Mapping Care Project: The History of Black Nurses in Chicago

Black Migrant Nurses

The U.S. health care industry includes migrant nurses from the Caribbean, Asia and the African continent. The general assumption is that these nurses emigrate to the U.S. “in search of a better life” and upward mobility. While this view is not inaccurate, migrant nurses have also been recruited to alleviate nursing shortages experienced by the U.S. and other “developed” countries.

Nurses migrate because of interconnected political, economic, and social factors. Certainly, nurses migrate for better pay, improved working conditions, career opportunities and job security. They also migrate because of family, friends and for adventure.

Nigerian Margaret Okodua's cousins were living in the U.S. but disagreed frequently. Margaret’s aunt promised she would obtain a visa for Margaret to travel so she would act as a mediator between her children.

"That I had plans to go to is because somebody said we can help you...I wasn't one of those people that was like, 'Oh, I want to go to America to go and do this. Or let me go to England to go and do this.' No, that wasn't my plan.”

Margaret migrated from Nigeria to Chicago in 1989 and lived with her cousins. It is unclear the exact amount of Caribbean and African nurses working in the U.S. They are likely part of the 8.8% of nurses who identify as Black or African American. Given Nigeria is the 6th largest nation in the world, it is possible that most African migrant nurses in the U.S. are Nigerians.

While Black migrant nurses face gendered racism like their African American counterparts, their experiences are compounded by their outsider status. Black migrant nurses face xenophobia, like being told to go back to where they came from.

Nigerian-born Titilola Turton migrated to the U.S. in 1984 and recalls:

"Oh yes. They [African American and nurses] be telling you, "Go back to your Africa. I always tell them, "I'm glad I have an Africa to go back to.”


To address the varied issues they encounter, Turton, Okodua , and five other nurses established the Nigerian Illinois Nurses Organization  (NINA). Turton saw specific health issues in the Nigerian community:

“I reflect back to my fellow Nigerians that all these people, some of them are here, they don't even go to the hospital they said, "Oh, I don't have the money." They don't have this. They don't have that.”

To address some of the health issues, Turton and her colleagues began by checking blood pressures at community gatherings. Encouraged by a Nigerian physician, Turton and her colleagues formalized the NINA.

Today, NINA is a transnational organization supporting health care work both in Illinois and Nigeria.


EXERCISE:
Each line below needs to be returned exactly. Skip any picture.

INFORMATION:

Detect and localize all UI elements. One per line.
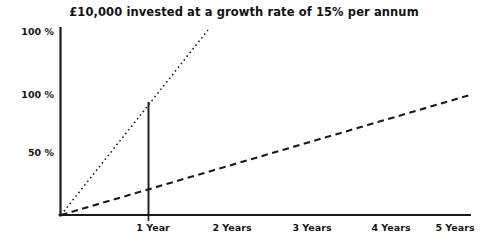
growth-chart: £10,000 invested at a growth rate of 15%…	[0, 0, 488, 243]
steep-growth-line	[61, 30, 208, 215]
plot-area	[0, 0, 488, 243]
shallow-growth-line	[61, 95, 470, 215]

TASK RESULT:
Detect and localize all UI elements. One per line.
growth-chart: £10,000 invested at a growth rate of 15%…	[0, 0, 488, 243]
steep-growth-line	[61, 30, 208, 215]
plot-area	[0, 0, 488, 243]
shallow-growth-line	[61, 95, 470, 215]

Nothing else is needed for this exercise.